Dear friends, dear colleagues!
Please accept our sincere congratulations on Victory Day! The memory of the struggle and the Great Victory over the Nazi invaders, even after 77 years, unites different generations of our Motherland, makes us invincible in the face of any trials.
This issue of our journal focuses on cutting-edge scientific research in both health and food safety.
Insufficient consumption of vital micronutrients is currently a massive and constantly acting factor that reduces the adaptive-compensatory and regulatory capabilities of the body, which, on the one hand, leads to a change in its physiological functions and the formation and spread of chronic non-communicable diseases: atherosclerosis, hypertension, metabolic disease, immunosuppression, alimentary obesity, autoimmune pathology, etc., and on the other hand, it contributes to an increase in the number of people with impaired immunoreactivity and resistance to natural and man-made environmental factors that negatively affect the effects of rehabilitation and preventive programs.
Thus, it becomes clear that it is quite difficult to solve the problem of nutritional deficiencies, when the natural way of replenishing progressive deficiencies of essential nutrients is excluded or significantly limited, using only standard diets, is quite difficult, especially in patients who require an increased supply of essential macro- and micronutrients (transferred surgical interventions, exacerbation of chronic non-communicable diseases, oncological pathology, condition after chemotherapy, pregnancy and lactation, etc.). Of particular importance in the complex of therapeutic and rehabilitation and preventive measures is the inclusion in the therapeutic and rehabilitation and preventive diets of patients of traditional foods enriched with essential micronutrients, functional (specialized) foods: metabolically directed and balanced mixtures, dietary supplements for food, nutraceuticals and pharmaconutrients, produced on the basis of natural raw materials: hydrobionts, beekeeping products, medicinal and food plants.
Ensuring sufficient, safe food is essential to sustaining life and improving the health of the population. Microbiological food spoilage and foodborne infections continue to play an important role in relation to food safety. In addition, contamination compromises the safety of the entire food chain. Scientists are discovering new pollutants, for example, with the introduction of new packaging materials. In connection with the foregoing, this issue of our journal is of particular relevance and will be of interest to specialists both in the field of healthcare and in the field of food safety.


PROMPT — Report every line of the records that includes the word "type".

Entries from a visual dataset
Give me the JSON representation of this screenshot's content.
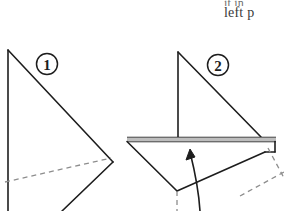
{
  "page": {
    "background_color": "#ffffff",
    "ink_color": "#1d1d1d",
    "fold_line_color": "#9a9a9a",
    "type": "origami-instruction-diagram"
  },
  "caption": {
    "line_1": "it in",
    "line_2": "left p"
  },
  "steps": [
    {
      "number": "1",
      "badge_name": "step-1-badge",
      "figure_name": "figure-step-1",
      "description": "Triangular folded paper with dashed hidden fold line"
    },
    {
      "number": "2",
      "badge_name": "step-2-badge",
      "figure_name": "figure-step-2",
      "description": "Sailboat shape with horizontal deck band, curved fold arrow and dashed hidden edges"
    }
  ],
  "annotations": {
    "fold_arrow_label": "fold-up-arrow"
  }
}
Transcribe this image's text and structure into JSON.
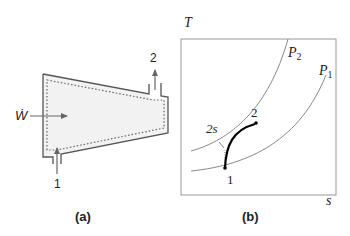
{
  "panel_a": {
    "caption": "(a)",
    "work_label": "Ẇ",
    "inlet_label": "1",
    "outlet_label": "2",
    "fill_color": "#f2f2f2",
    "stroke_color": "#555555"
  },
  "panel_b": {
    "caption": "(b)",
    "y_axis_label": "T",
    "x_axis_label": "s",
    "curve_labels": {
      "p2": "P",
      "p2_sub": "2",
      "p1": "P",
      "p1_sub": "1"
    },
    "point_labels": {
      "state1": "1",
      "state2": "2",
      "state2s": "2s"
    },
    "process_color": "#000000",
    "isobar_color": "#888888"
  }
}
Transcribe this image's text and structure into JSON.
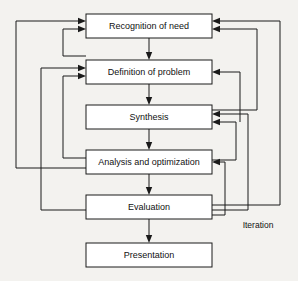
{
  "diagram": {
    "type": "flowchart",
    "orientation": "vertical-top-to-bottom",
    "background_color": "#f3f2ef",
    "line_color": "#1a1a1a",
    "box_fill_color": "#ffffff",
    "nodes": [
      {
        "id": "recognition",
        "label": "Recognition of need",
        "x": 86,
        "y": 14,
        "w": 126,
        "h": 24
      },
      {
        "id": "definition",
        "label": "Definition of problem",
        "x": 86,
        "y": 60,
        "w": 126,
        "h": 24
      },
      {
        "id": "synthesis",
        "label": "Synthesis",
        "x": 86,
        "y": 105,
        "w": 126,
        "h": 24
      },
      {
        "id": "analysis",
        "label": "Analysis and optimization",
        "x": 86,
        "y": 150,
        "w": 126,
        "h": 24
      },
      {
        "id": "evaluation",
        "label": "Evaluation",
        "x": 86,
        "y": 195,
        "w": 126,
        "h": 24
      },
      {
        "id": "presentation",
        "label": "Presentation",
        "x": 86,
        "y": 243,
        "w": 126,
        "h": 24
      }
    ],
    "forward_edges": [
      {
        "from": "recognition",
        "to": "definition"
      },
      {
        "from": "definition",
        "to": "synthesis"
      },
      {
        "from": "synthesis",
        "to": "analysis"
      },
      {
        "from": "analysis",
        "to": "evaluation"
      },
      {
        "from": "evaluation",
        "to": "presentation"
      }
    ],
    "feedback_edges": [
      {
        "from": "analysis",
        "to": "recognition",
        "side": "left",
        "channel": 16
      },
      {
        "from": "evaluation",
        "to": "recognition",
        "side": "right",
        "channel": 280
      },
      {
        "from": "evaluation",
        "to": "definition",
        "side": "left",
        "channel": 41
      },
      {
        "from": "evaluation",
        "to": "synthesis",
        "side": "right",
        "channel": 257
      },
      {
        "from": "analysis",
        "to": "definition",
        "side": "left",
        "channel": 63
      },
      {
        "from": "synthesis",
        "to": "recognition",
        "side": "right",
        "channel": 257
      },
      {
        "from": "synthesis",
        "to": "definition",
        "side": "right",
        "channel": 240
      },
      {
        "from": "evaluation",
        "to": "analysis",
        "side": "right",
        "channel": 225
      }
    ],
    "annotations": [
      {
        "id": "iteration",
        "label": "Iteration",
        "x": 258,
        "y": 225
      }
    ]
  }
}
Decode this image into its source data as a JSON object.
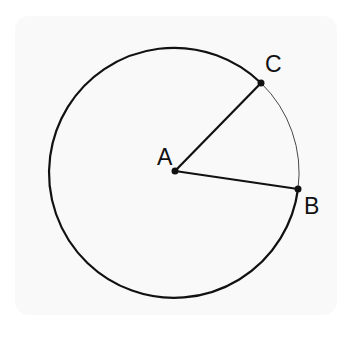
{
  "diagram": {
    "type": "circle-with-radii",
    "points": [
      {
        "id": "A",
        "label": "A",
        "role": "center",
        "x": 175,
        "y": 171
      },
      {
        "id": "B",
        "label": "B",
        "role": "on-circle",
        "x": 298,
        "y": 189
      },
      {
        "id": "C",
        "label": "C",
        "role": "on-circle",
        "x": 261,
        "y": 83
      }
    ],
    "segments": [
      {
        "from": "A",
        "to": "C"
      },
      {
        "from": "A",
        "to": "B"
      }
    ],
    "circle": {
      "center": "A",
      "radius": 125,
      "minor_arc_BC_style": "thin",
      "major_arc_style": "thick"
    },
    "colors": {
      "stroke": "#111111",
      "card": "#f9f9f9",
      "background": "#ffffff"
    }
  }
}
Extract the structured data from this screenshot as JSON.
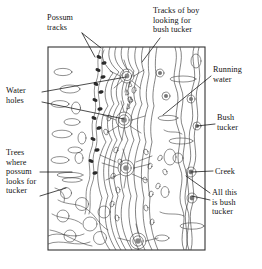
{
  "figure": {
    "type": "annotated-map-diagram",
    "frame": {
      "x": 48,
      "y": 47,
      "width": 157,
      "height": 203
    },
    "ink_color": "#222222",
    "background_color": "#ffffff"
  },
  "annotations": [
    {
      "id": "possum-tracks",
      "text": "Possum\ntracks",
      "position": {
        "x": 47,
        "y": 13
      },
      "side": "top-left",
      "leaders": [
        {
          "from": [
            82,
            33
          ],
          "to": [
            101,
            48
          ]
        },
        {
          "from": [
            82,
            33
          ],
          "to": [
            95,
            57
          ]
        }
      ]
    },
    {
      "id": "tracks-of-boy",
      "text": "Tracks of boy\nlooking for\nbush tucker",
      "position": {
        "x": 153,
        "y": 6
      },
      "side": "top-right",
      "leaders": [
        {
          "from": [
            160,
            38
          ],
          "to": [
            142,
            62
          ]
        }
      ]
    },
    {
      "id": "water-holes",
      "text": "Water\nholes",
      "position": {
        "x": 6,
        "y": 86
      },
      "side": "left",
      "leaders": [
        {
          "from": [
            42,
            92
          ],
          "to": [
            126,
            77
          ]
        },
        {
          "from": [
            42,
            102
          ],
          "to": [
            124,
            119
          ]
        }
      ]
    },
    {
      "id": "running-water",
      "text": "Running\nwater",
      "position": {
        "x": 213,
        "y": 65
      },
      "side": "right",
      "leaders": [
        {
          "from": [
            211,
            76
          ],
          "to": [
            163,
            115
          ]
        }
      ]
    },
    {
      "id": "bush-tucker",
      "text": "Bush\ntucker",
      "position": {
        "x": 217,
        "y": 113
      },
      "side": "right",
      "leaders": [
        {
          "from": [
            215,
            124
          ],
          "to": [
            197,
            126
          ]
        }
      ]
    },
    {
      "id": "trees-where-possum",
      "text": "Trees\nwhere\npossum\nlooks for\ntucker",
      "position": {
        "x": 6,
        "y": 148
      },
      "side": "left",
      "leaders": [
        {
          "from": [
            40,
            172
          ],
          "to": [
            72,
            172
          ]
        },
        {
          "from": [
            40,
            196
          ],
          "to": [
            66,
            188
          ]
        }
      ]
    },
    {
      "id": "creek",
      "text": "Creek",
      "position": {
        "x": 215,
        "y": 167
      },
      "side": "right",
      "leaders": [
        {
          "from": [
            213,
            171
          ],
          "to": [
            191,
            172
          ]
        }
      ]
    },
    {
      "id": "all-this-is-bush-tucker",
      "text": "All this\nis bush\ntucker",
      "position": {
        "x": 212,
        "y": 188
      },
      "side": "right",
      "leaders": [
        {
          "from": [
            210,
            200
          ],
          "to": [
            192,
            196
          ]
        },
        {
          "from": [
            210,
            193
          ],
          "to": [
            186,
            176
          ]
        }
      ]
    }
  ],
  "map_features": {
    "waterholes": [
      {
        "cx": 127,
        "cy": 76,
        "r": 7
      },
      {
        "cx": 124,
        "cy": 120,
        "r": 8
      },
      {
        "cx": 126,
        "cy": 168,
        "r": 8
      },
      {
        "cx": 138,
        "cy": 241,
        "r": 8
      }
    ],
    "possum_track_count": 14,
    "bush_tucker_markers": [
      {
        "cx": 160,
        "cy": 73,
        "r": 4
      },
      {
        "cx": 166,
        "cy": 96,
        "r": 4
      },
      {
        "cx": 191,
        "cy": 99,
        "r": 4
      },
      {
        "cx": 197,
        "cy": 126,
        "r": 4
      },
      {
        "cx": 191,
        "cy": 172,
        "r": 5
      },
      {
        "cx": 192,
        "cy": 198,
        "r": 5
      }
    ],
    "running_water_streams": 9,
    "creek_meanders": 2
  }
}
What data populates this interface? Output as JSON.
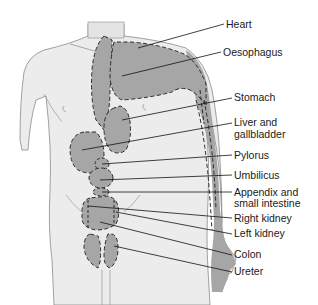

RESPONSE BELOW —
    "type": "origami-instruction-diagram"
    "type": "flowchart",
    "type": "circle-with-radii",
    "type": "annotated-map-diagram",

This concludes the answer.